Big Questions and Stupid People

“Only two things are infinite: the universe and human stupidity, and I’m not sure about the former.”

–Albert Einstein

“Remember Kyle, there are no stupid questions, only stupid people.”

–Mr. Garrison, South Park

Ever since I was a kid, I have pondered the “big questions”: Why are we here? What is the meaning of life? Why are there so many stupid people around? OK, maybe I didn’t ask that last question until I got a little older. But it certainly muddies the waters in which I contemplate the first two.

Another way to look at this is, are there really stupid people, or just people who do stupid things? Well, I know for sure the latter is true. I have even witnessed people I would not consider to be stupid doing stupid things, so definitely there are people who do stupid things. Perhaps whether or not anyone actually is “stupid” is irrelevant. But I digress.

It seems to me that any comprehensive worldview, any theory that attempts to “explain it all,” needs to take into account the infinite human capacity for stupidity. Though many of us like to raise our heads and lift our hearts with visions of the noblest acts of humanity, this is really just the equivalent of spraying air freshener in a befouled bathroom… no matter how advanced we become as a society, some of what we do still stinks.

So we are left with somewhat more complicated questions: Why are we here — in an overcrowded world with a bunch of people who hate each other for no good reason? What is the meaning — of all of the stupid, mindless actions that clutter our striving for a complete and satisfying life? What kind of God would create such a beautiful world and then fill it with creatures who seem hell-bent on ruining it?

The televangelists are starting to make sense to me now.

Freeway to Hell

As a resident of a major metropolitan area (presently it’s Atlanta, although in the past I’ve called both Los Angeles and Minneapolis home as well), I naturally spend a more-than-desirable amount of time dealing with less-than-desirable circumstances of living in close proximity to millions other people. Granted, the daily frustrations of urban life are an easy target for a rant, and I am striving for creativity here. Consider this a purging of the system so I don’t have to bring this up ever again.

The most obvious nuisance of life in a large city, particularly if it’s a city whose population grew significantly after the advent of freeways is, of course, traffic. I could veer off into a dry and potentially-controversial, were it not so mind-meltingly boring, treatise on the ills of our society that have led us into such a situation, but I believe a rant is not really a rant if it carries a relevant (or for that matter, even a merely coherent) message. So on to traffic.

I have ridden in cars before with drivers who, as incomprehensible as it is to me, do not seem to care about getting to their destination in absolutely as short a time as possible. I always suspect they are newcomers to “big city” life, but chances are they just possess greater control over their emotions than I do. At any rate, the time I spend nervously twitching in their passenger seats is split in roughly equal proportions between a somewhat ironic jealously over their apparent zen-like state, which I by my very nature seem destined never to attain, and a deep, visceral compulsion to lunge across the parking brake and push the accelerator to the floor with my bare hand.

Anyway, since I (naturally) have little patience for riding with people who have more patience than I do, my encounters with these parkway pacifists usually come when I am behind the wheel, in the form of my rapid approach to their rear bumpers. This is my real frustration with traffic… there are just some people on the road who don’t care about keeping pace, no matter how much those of us behind them tailgate, flash our lights, blast our horns, raise certain fingers in colorful gestures, or turn on our cruise control, climb out our driver-side windows, jump onto their trunks, climb in their passenger-side windows, and indulge our deep, visceral compulsions to lunge across the parking brake and push their accelerators to the floor with our bare hands.

All of this staring at rear bumpers during rush hour seems to have a secondary, interesting effect, at least on me. I have developed a completely relative sense of speed. I really, honestly, have no sense of how fast I am driving anymore, except in terms of my speed relative to the other cars on the road. And I have one simple goal: I need to be going just a little bit faster than any other car I see around me. This can become truly dangerous at times of lighter traffic, such as this past Saturday morning, when, headed southbound on I-285, I looked down at my speedometer in utter amazement to discover myself driving 92 MPH. (Did I mention the 55 MPH speed limit on that road?)

Alas, I’m learning too late that one small rant cannot possibly contain all of my obvious, clichéd frustrations with the transportation woes of modern urban life. I’ve barely even scratched the surface of my own mild affliction with terminal road rage. Once the boiling blood in my brain and sour bile in my throat have receded enough for me to be able to see and comprehend the computer keyboard again, I will file another installment.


> **Assignment**: If a line of the material contains "size", copy it.

> **Input**:
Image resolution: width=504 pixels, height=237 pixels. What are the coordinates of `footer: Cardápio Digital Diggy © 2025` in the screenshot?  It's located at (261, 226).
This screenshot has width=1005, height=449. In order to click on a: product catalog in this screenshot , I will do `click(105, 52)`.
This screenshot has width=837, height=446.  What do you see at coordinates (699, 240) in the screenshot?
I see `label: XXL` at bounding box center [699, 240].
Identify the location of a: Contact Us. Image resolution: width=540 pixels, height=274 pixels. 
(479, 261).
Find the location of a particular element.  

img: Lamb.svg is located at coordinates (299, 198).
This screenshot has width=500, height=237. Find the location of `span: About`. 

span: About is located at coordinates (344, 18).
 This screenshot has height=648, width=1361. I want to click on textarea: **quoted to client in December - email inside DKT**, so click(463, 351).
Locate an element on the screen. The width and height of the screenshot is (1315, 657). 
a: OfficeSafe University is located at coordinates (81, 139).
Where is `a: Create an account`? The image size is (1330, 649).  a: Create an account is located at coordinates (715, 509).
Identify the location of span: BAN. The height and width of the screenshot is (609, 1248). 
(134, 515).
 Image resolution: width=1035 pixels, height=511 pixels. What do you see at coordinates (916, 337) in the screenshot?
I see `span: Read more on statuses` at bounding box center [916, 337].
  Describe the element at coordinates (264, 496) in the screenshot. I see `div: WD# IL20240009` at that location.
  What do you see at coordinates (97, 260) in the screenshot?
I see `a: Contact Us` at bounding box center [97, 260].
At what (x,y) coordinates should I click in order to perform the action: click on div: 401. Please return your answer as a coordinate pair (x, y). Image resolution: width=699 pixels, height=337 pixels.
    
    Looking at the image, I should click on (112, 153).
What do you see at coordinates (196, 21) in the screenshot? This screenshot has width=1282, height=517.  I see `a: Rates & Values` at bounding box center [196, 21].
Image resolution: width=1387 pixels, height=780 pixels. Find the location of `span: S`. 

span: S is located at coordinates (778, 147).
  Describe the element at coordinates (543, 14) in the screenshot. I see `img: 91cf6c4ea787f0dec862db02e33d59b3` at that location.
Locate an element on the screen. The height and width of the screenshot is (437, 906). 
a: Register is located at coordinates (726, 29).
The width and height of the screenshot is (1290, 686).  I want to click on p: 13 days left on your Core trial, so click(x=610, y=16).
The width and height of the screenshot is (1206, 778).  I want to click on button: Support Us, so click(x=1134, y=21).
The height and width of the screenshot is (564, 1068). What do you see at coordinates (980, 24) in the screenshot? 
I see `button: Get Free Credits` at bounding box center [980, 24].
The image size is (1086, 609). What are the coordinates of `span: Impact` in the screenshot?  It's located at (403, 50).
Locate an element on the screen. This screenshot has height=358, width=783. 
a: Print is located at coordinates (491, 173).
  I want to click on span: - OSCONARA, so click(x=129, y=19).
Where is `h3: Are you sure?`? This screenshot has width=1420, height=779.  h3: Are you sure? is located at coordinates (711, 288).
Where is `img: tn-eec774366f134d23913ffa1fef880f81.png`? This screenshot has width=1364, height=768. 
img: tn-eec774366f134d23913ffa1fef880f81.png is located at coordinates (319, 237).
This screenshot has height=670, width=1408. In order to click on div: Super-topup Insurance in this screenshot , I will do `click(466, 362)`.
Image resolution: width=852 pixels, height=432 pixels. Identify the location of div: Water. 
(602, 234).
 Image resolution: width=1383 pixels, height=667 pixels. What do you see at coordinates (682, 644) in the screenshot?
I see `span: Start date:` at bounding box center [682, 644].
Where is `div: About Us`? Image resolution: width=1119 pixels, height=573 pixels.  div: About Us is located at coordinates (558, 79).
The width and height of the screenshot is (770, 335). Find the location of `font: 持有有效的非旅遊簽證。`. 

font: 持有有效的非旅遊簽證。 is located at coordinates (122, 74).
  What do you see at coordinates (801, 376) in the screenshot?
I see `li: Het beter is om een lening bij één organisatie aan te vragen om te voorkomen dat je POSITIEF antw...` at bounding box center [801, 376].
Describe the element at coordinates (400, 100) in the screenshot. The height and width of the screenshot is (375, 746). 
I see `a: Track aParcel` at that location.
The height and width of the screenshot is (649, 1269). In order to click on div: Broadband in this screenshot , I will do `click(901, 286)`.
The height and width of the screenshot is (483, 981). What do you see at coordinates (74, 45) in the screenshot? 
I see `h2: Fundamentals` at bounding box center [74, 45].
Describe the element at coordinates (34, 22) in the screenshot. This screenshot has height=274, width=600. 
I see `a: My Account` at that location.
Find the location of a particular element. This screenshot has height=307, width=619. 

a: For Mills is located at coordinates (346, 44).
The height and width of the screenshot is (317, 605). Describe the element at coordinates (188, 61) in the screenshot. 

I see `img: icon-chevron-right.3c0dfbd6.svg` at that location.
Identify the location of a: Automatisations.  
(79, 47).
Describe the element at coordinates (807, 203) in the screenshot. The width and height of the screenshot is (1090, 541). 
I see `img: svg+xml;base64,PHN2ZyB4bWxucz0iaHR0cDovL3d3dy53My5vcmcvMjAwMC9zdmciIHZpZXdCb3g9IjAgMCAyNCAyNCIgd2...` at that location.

> **Response area**:
Where is `a: Create an account`? The image size is (1330, 649).  a: Create an account is located at coordinates (715, 509).
The image size is (1086, 609). What are the coordinates of `span: Impact` in the screenshot?  It's located at (403, 50).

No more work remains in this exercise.